One of the deepest fault lines in our civilization separates those who believe in standing up to evil, both in ourselves and in the world, and those who believe that evil is nothing more than a failure in communication to be solved by dialogue. The keepers of the pubic rhetoric tend to the latter. They believe this not so much from a deep commitment to pacifism as from a kind of psychological utilitarianism that is partly personal as well as robustly theoretical. The public culture of the mind is largely represented by word-happy secular progressives who write, report, do theater, and make movies. Typically these were not the boys who put their bodies on the line on the playing fields of Eton or anywhere else, but those more at home with words, happy organizing debates, publishing the school paper, and producing the school play. Often those who inhabit a world of words will have little sympathy for those who heed the call of battle on Friday afternoon. This bifurcation is, of course, not universal, but it is typically twentieth-century American; the Greeks thought real men wrote as well as fought. Not so, at least not characteristically, in our civilization.

But ironically, later, boys good with words will turn into men with the power to represent and persuade. Thus the rhetoric of the civilization will fall into the hands of a class of persons many of whom believe on experiential grounds that courage, standing up to things, is seldom successful; they after all have become powerful with words.

Why did the Duke faculty so quickly condemn the lacrosse team? Because the members of the lacrosse team were just the kind of people known to enjoy contests and even conflict, quite capable of brutalizing the powerless. It is not an unjust appeal to arms, but any appeal to resolution by the courage of the field that the wordsmiths consider misguided.

And the commonplaces of modernity have provided a theoretical basis for their conclusions. If mankind is good, only corrupted by laws and traditions, then firmness, conviction to the point of sacrifice, reason-governed aggression, even on behalf of truth, is always a problem, never a solution. The only solution is better understanding, for conflict is always a failure of sympathy, insight, and dialogue. Humans are only violent as a response to injustice; understand, remove the injustice, and peace will prevail.

With the national rhetoric in the hands of media persons possessed unshakably of these ideas, it is impossible that the United States will have what can properly be called a victory in Mesopotamia or anywhere else. For the keepers of our public rhetoric the war was misguided from day one, not principally because it was the wrong war but because it was war, and those who participate in it are not heroes but either victims or villains, either innocent boys unnecessarily sent into battle by callous, power-hungry seniors or raging killers.

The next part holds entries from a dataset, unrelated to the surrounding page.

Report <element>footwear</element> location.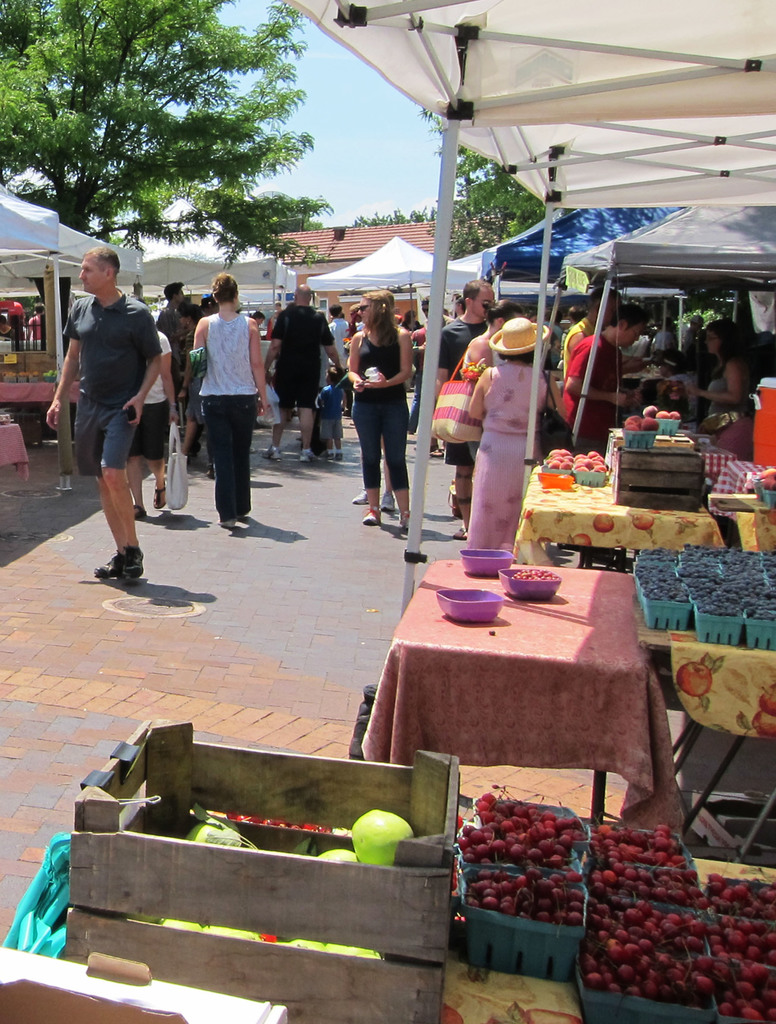
Report: (302,450,325,462).
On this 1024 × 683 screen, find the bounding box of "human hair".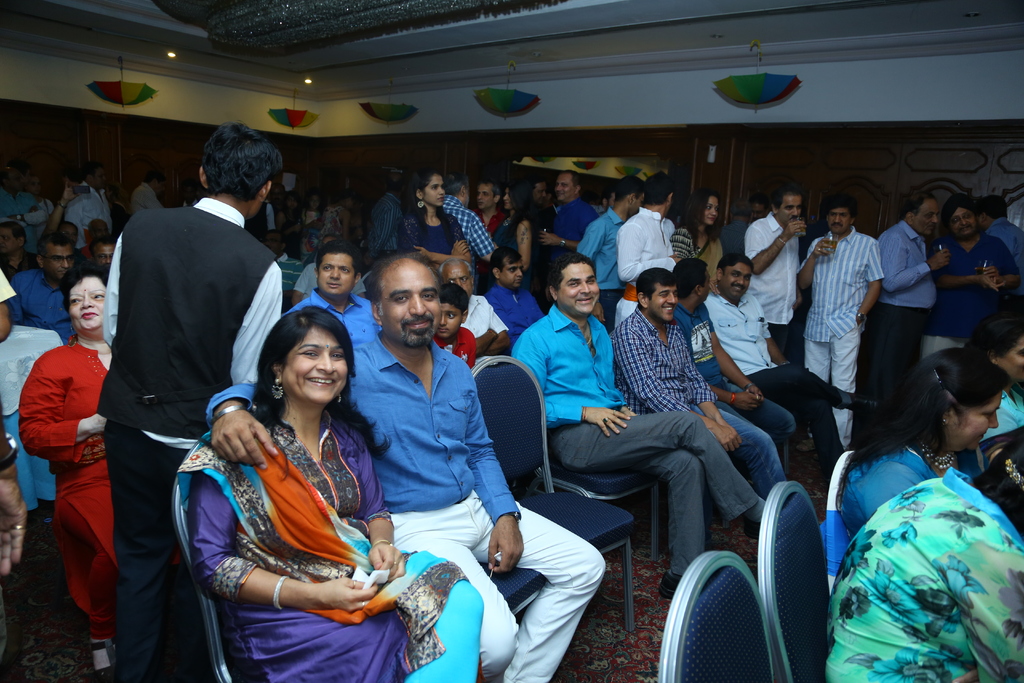
Bounding box: (316, 242, 366, 276).
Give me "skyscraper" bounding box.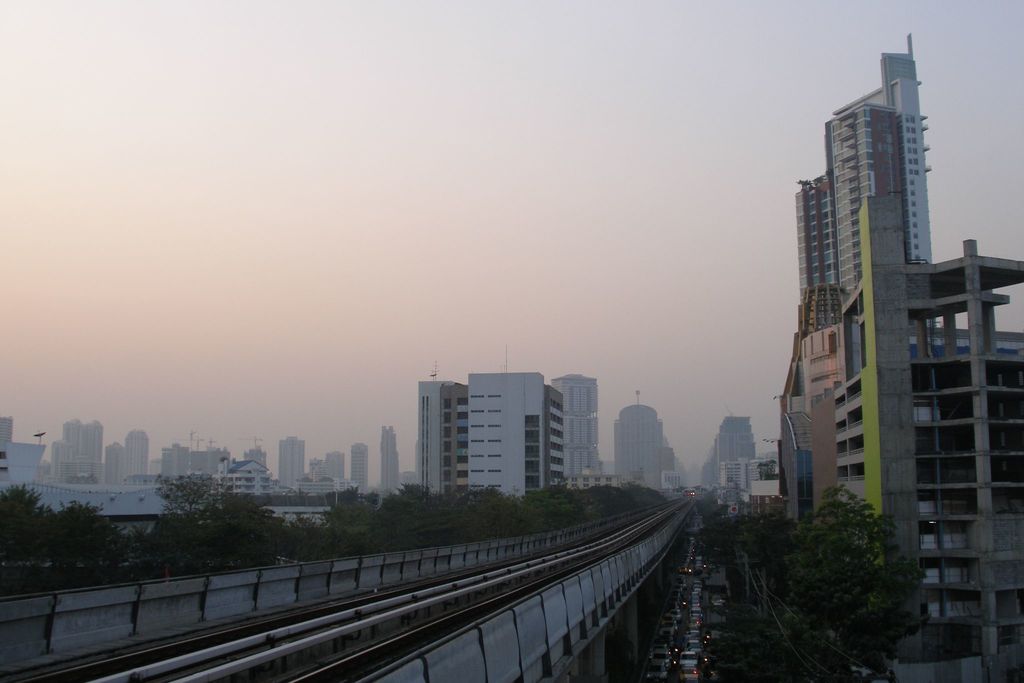
(349,439,366,491).
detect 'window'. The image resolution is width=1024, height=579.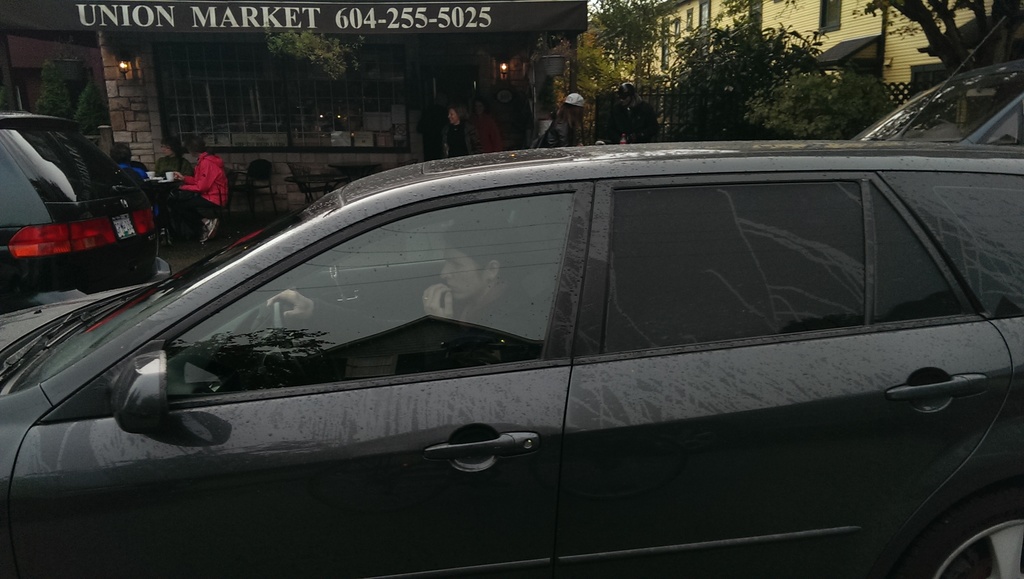
(left=684, top=8, right=698, bottom=31).
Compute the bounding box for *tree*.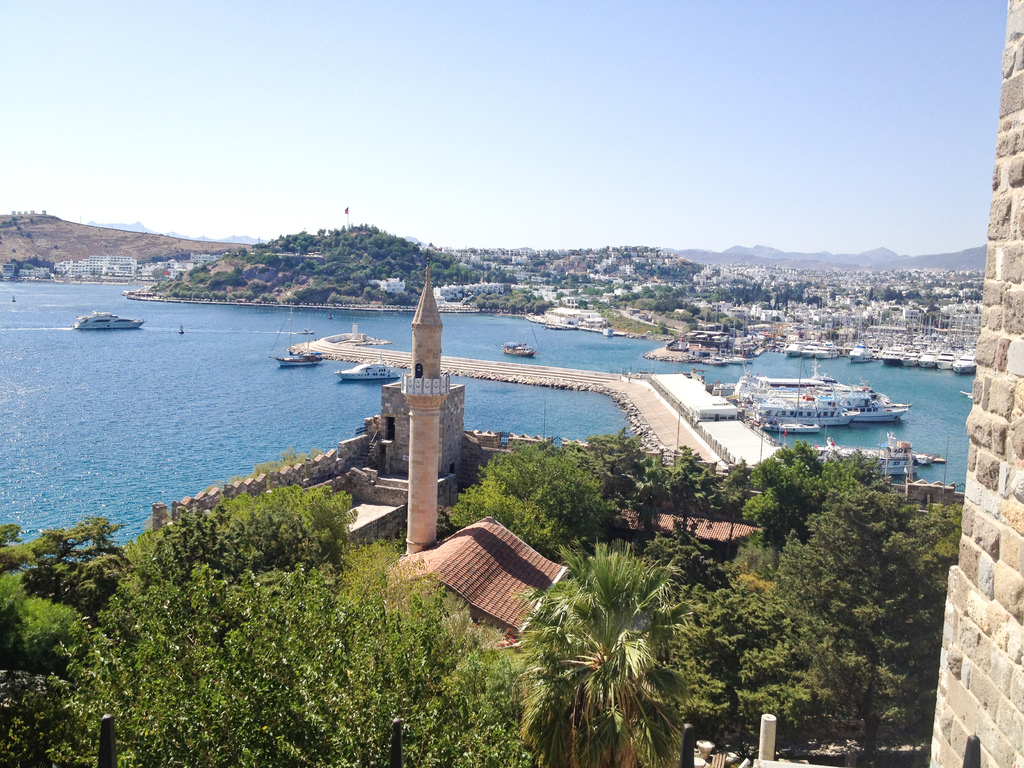
pyautogui.locateOnScreen(583, 423, 752, 515).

We are now thoroughly imbued with that point of Hegelian philosophy which teaches that things unsuccessful must have been wrong. This idea, that victory and success are self-justifying, is the darkest side of the dark proposition that whatever is, is right, which really means: whatever can be effected is right. If Napoleon were a creature of the twenty-first century, instead of being imprisoned on St. Helena by the victorious English he might have been tried by a French court for leading the French armies into a disastrous war with Russia. Instead of being buried as the glory of France beneath the dome of Les Invalides, his bones might have been flung over the cemetery wall. If Leonidas were our contemporary, he might have gained, instead of a monument at Thermopylae, obloquy for leading the best of the Spartans to defeat and death. This must be if valor in the service of right does not matter, only success.

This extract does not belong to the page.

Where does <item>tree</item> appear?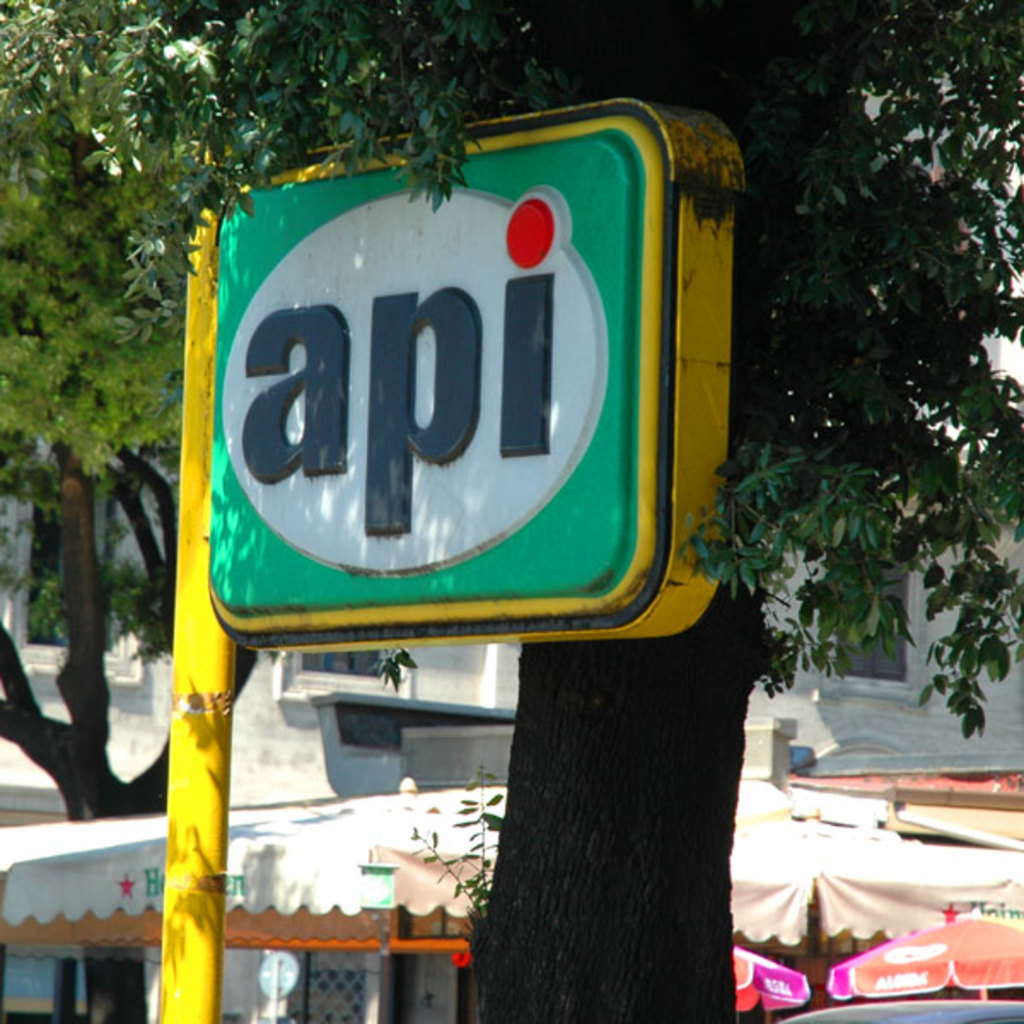
Appears at [x1=0, y1=0, x2=259, y2=824].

And underneath the relegation of valor to the cellars of historical imagination is a new understanding of the death of the valorous. The Greeks were notoriously obtuse about exactly what happened to the ordinary man after death, but they knew that soldiers were welcomed into the Elysian Fields and made honoring their memory a civic duty. Simonides spoke for every Greek: “Glorious is the fortune, noble the end.…Bear witness, Leonidas, the Spartan King who leaves behind him a great crown of valor, and undying renown.” For Romans the way to the stars was courage in battle. In the Middle Ages the knight was bound for life with God because, willingly, he would lay down his life for a friend.

“It is sweet and right to give one’s life for one’s country” was written by a race that knew two things. Bitter, bitter it may be, but those who had thus given their lives, if they did so for justice, have also fulfilled them in a way that those who live to old age may not achieve. They also knew that God welcomed good soldiers to a greater life.

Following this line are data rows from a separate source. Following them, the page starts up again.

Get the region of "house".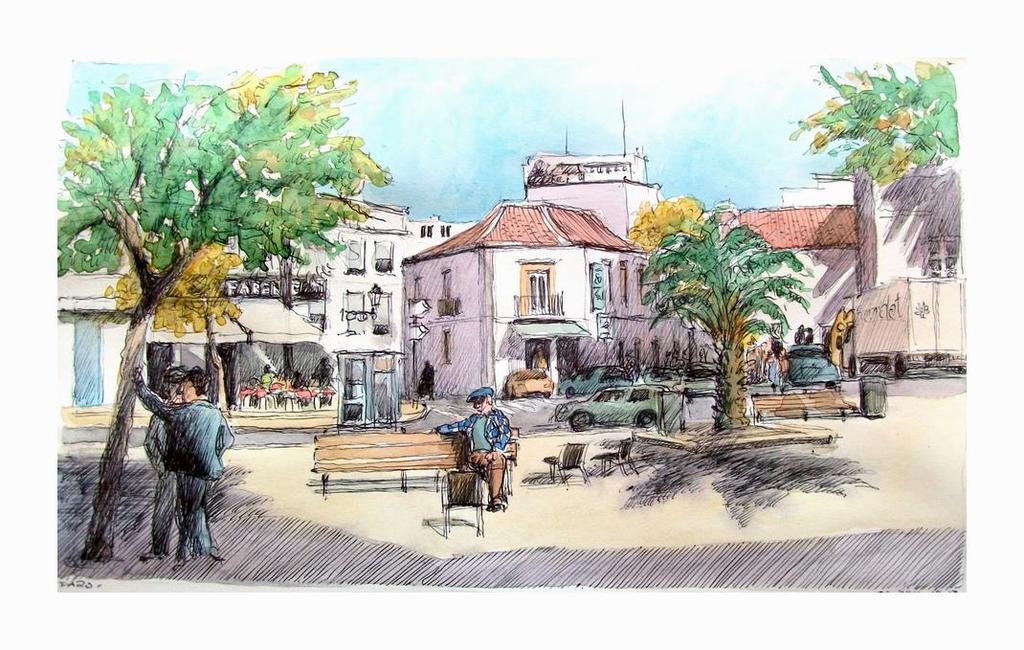
BBox(218, 204, 477, 439).
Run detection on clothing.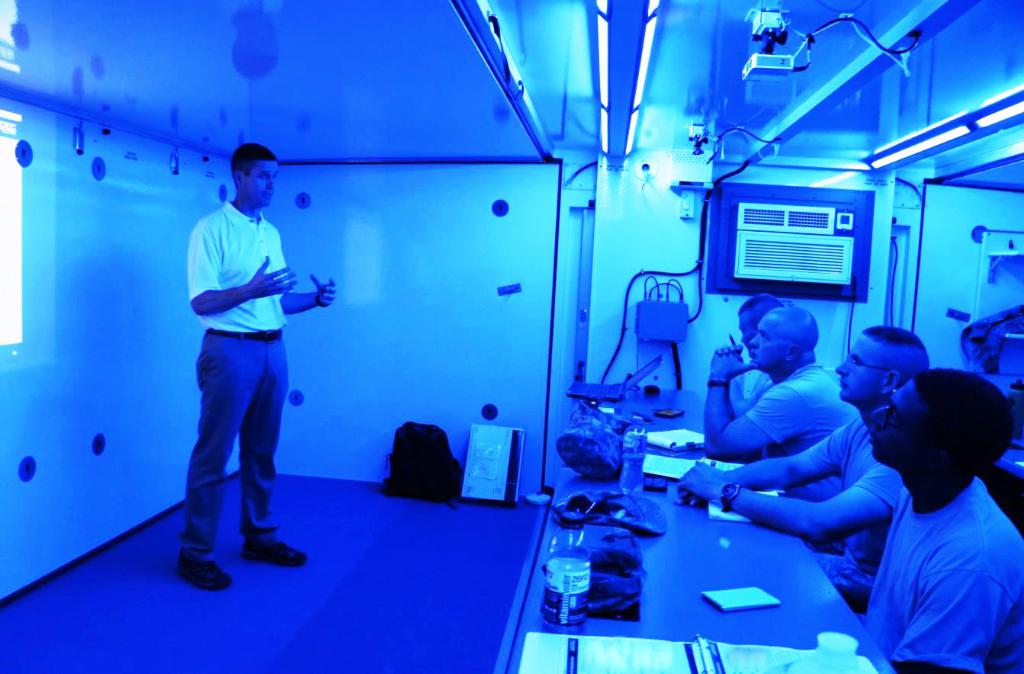
Result: bbox=[753, 371, 776, 394].
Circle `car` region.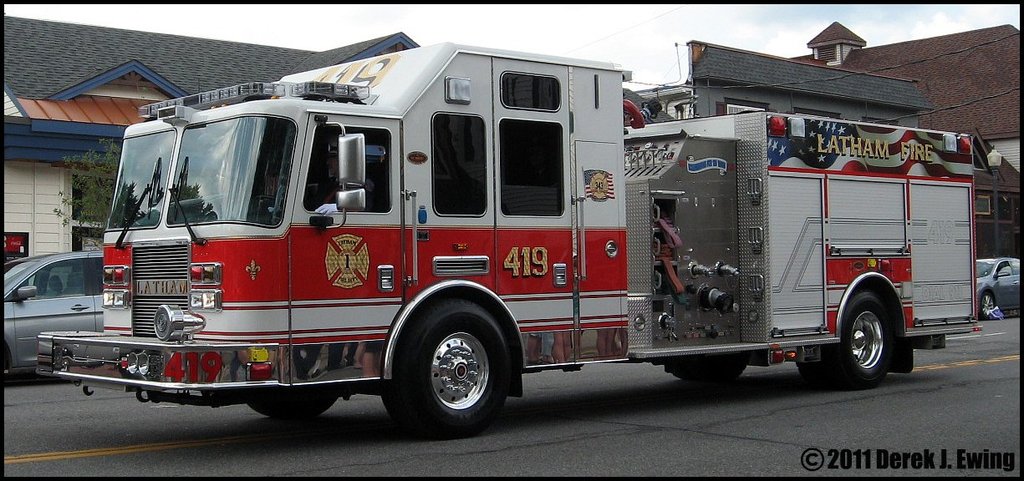
Region: locate(978, 252, 1021, 318).
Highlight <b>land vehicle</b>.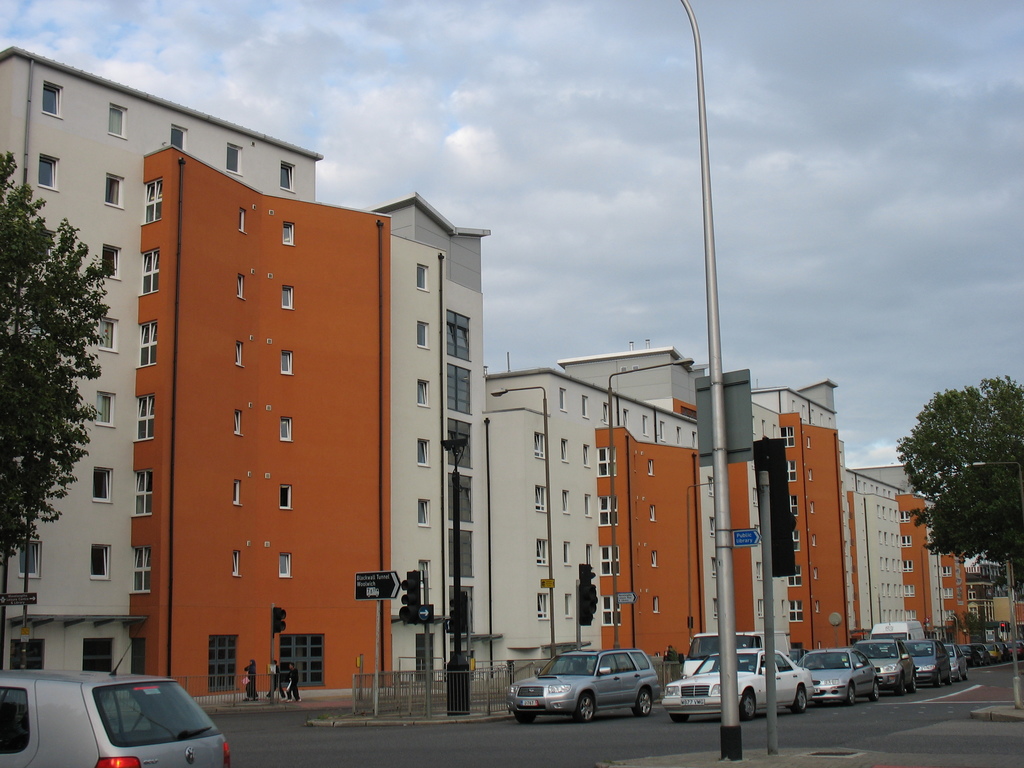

On the eve of D-Day in 1944 President Roosevelt led the nation in a prayer that included these words of supplication for the brave men who would die on the Normandy beaches: “Some will never return. Embrace these, Father, and receive them, Thy Heroic Servants, into Thy Kingdom.”

Perhaps this world is gone forever but we ought not let ourselves believe that when courage in battle is rendered impossible, whether by psychology, technology, or other circumstances, any other kind of courage will long survive.